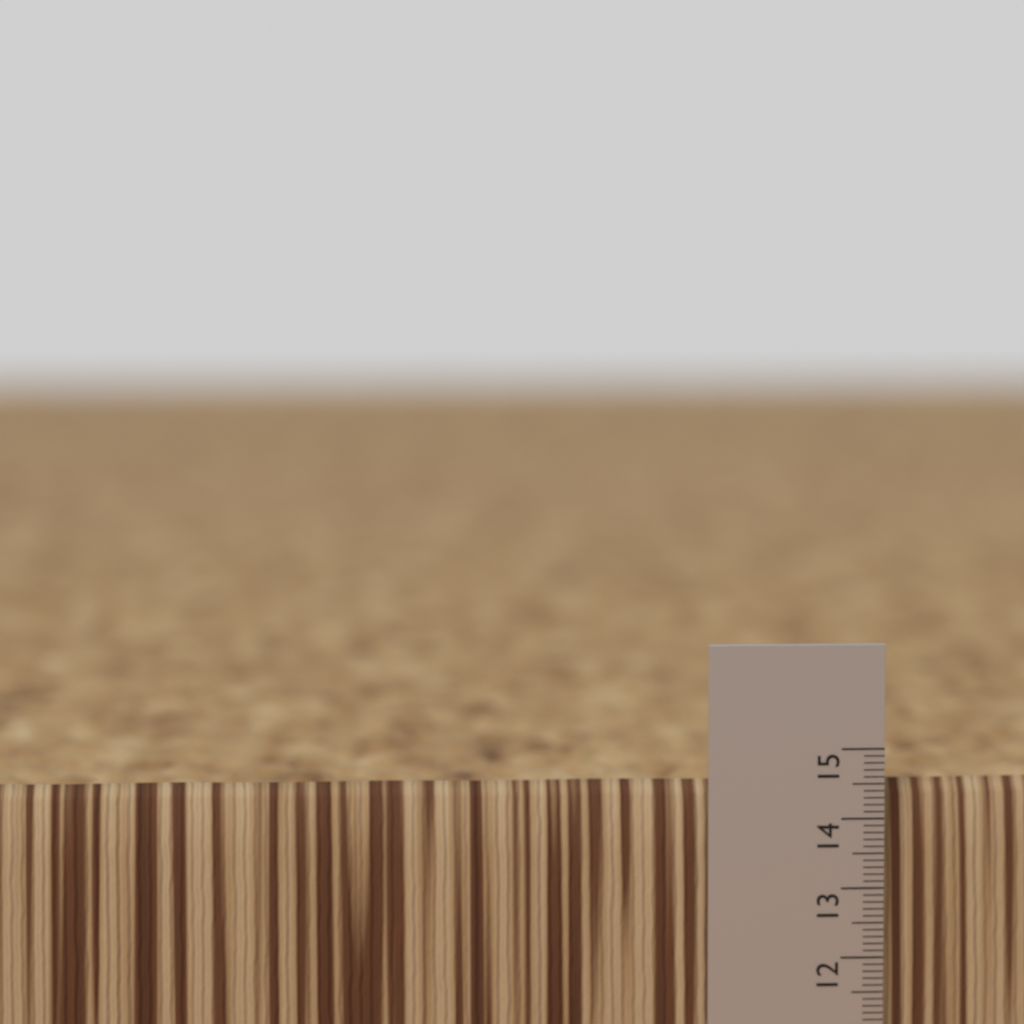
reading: 14.5 (no unit)
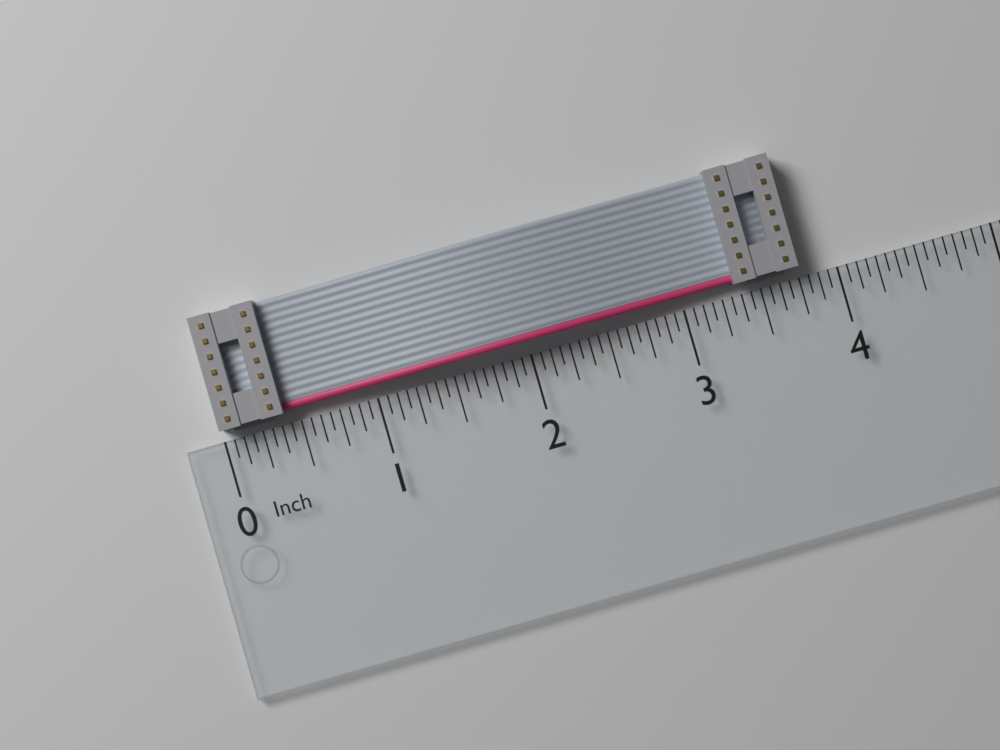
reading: 3.7500 in
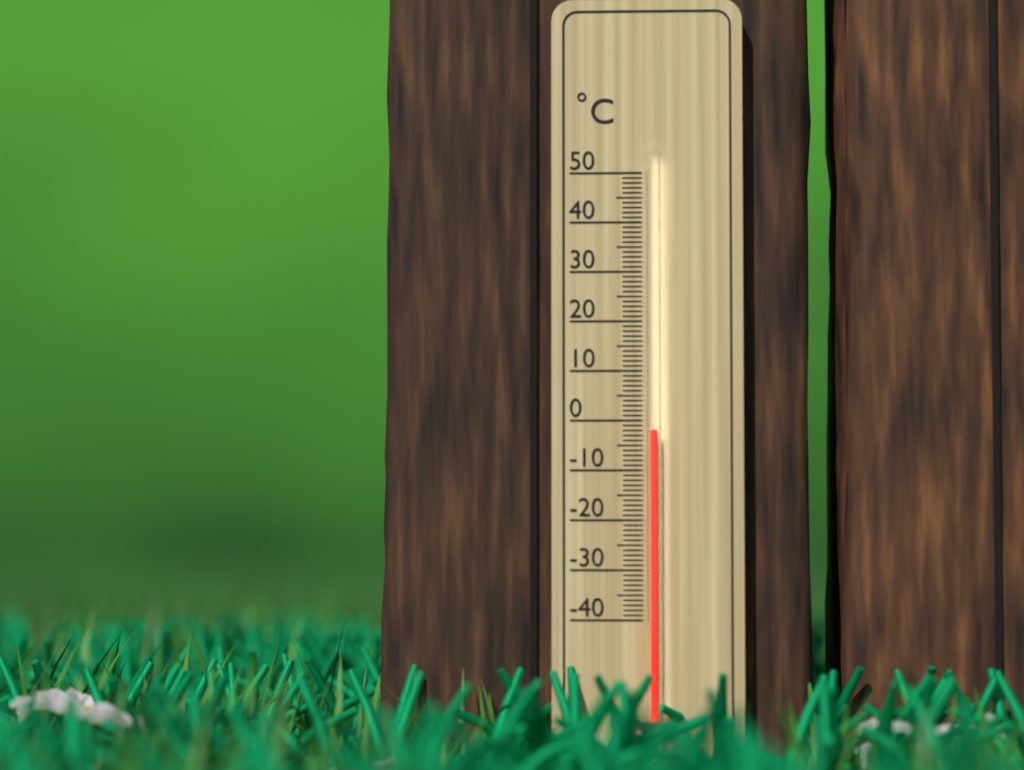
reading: -2 °C
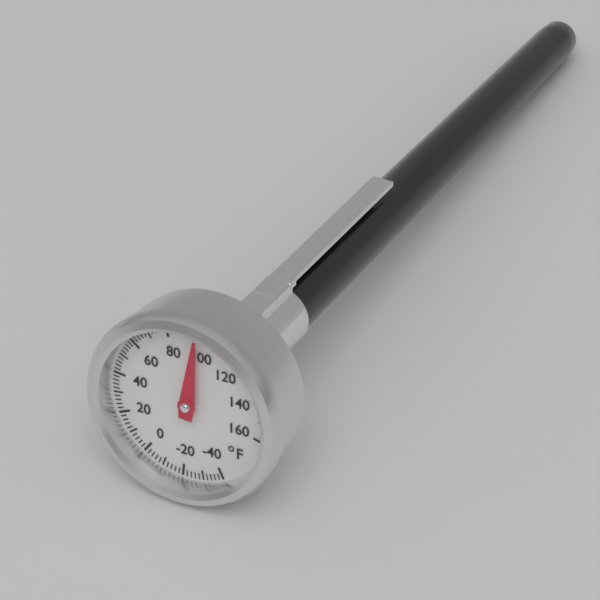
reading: 96 °F
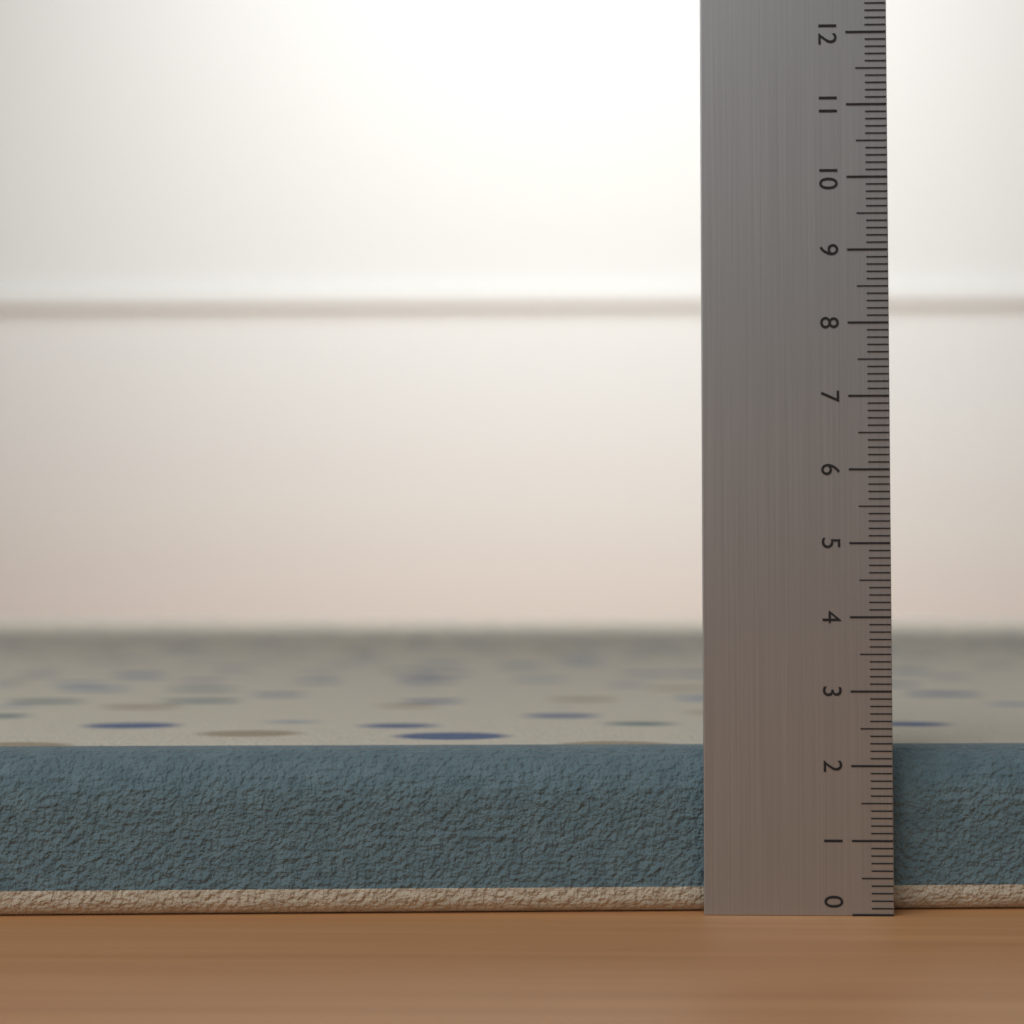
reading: 2.2 (no unit)
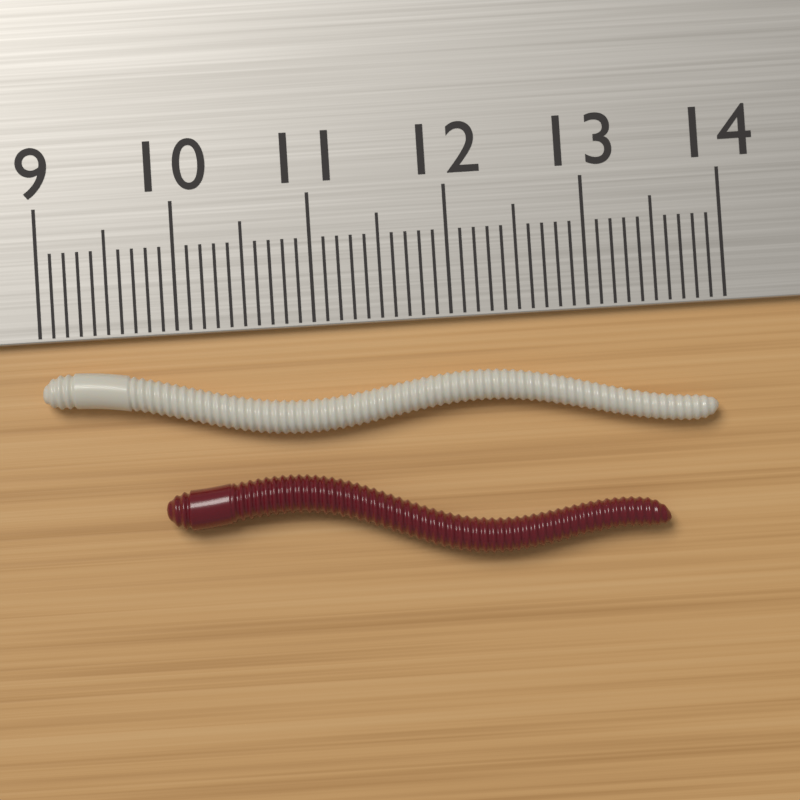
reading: 13.9 cm
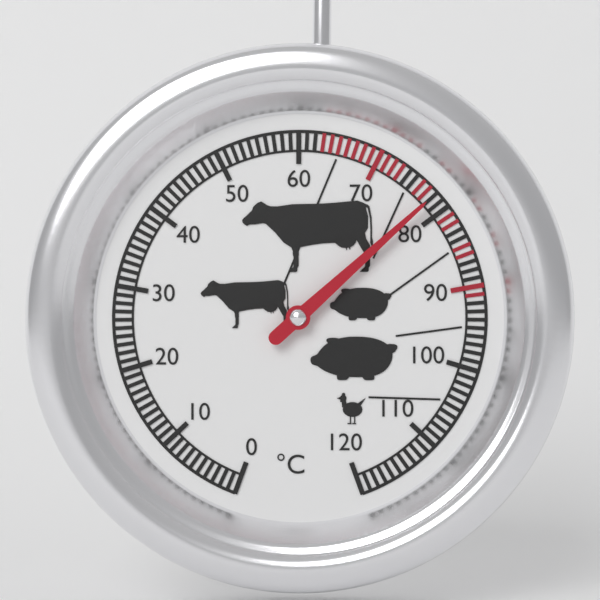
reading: 78 °C
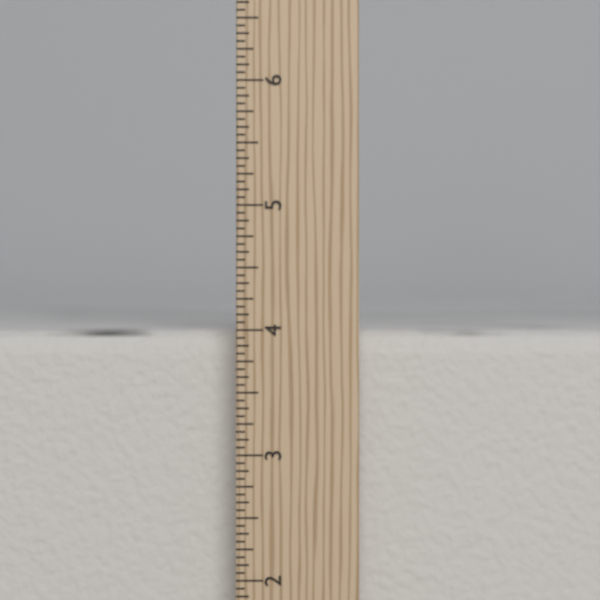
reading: 4.0000 in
------------------------
What the task asks: The answer should be an exact copy of the material, with its pictures removed.

Response to the task:
reading: 14.5 (no unit)
reading: 3.7500 in
reading: -2 °C
reading: 96 °F
reading: 2.2 (no unit)
reading: 13.9 cm
reading: 78 °C
reading: 4.0000 in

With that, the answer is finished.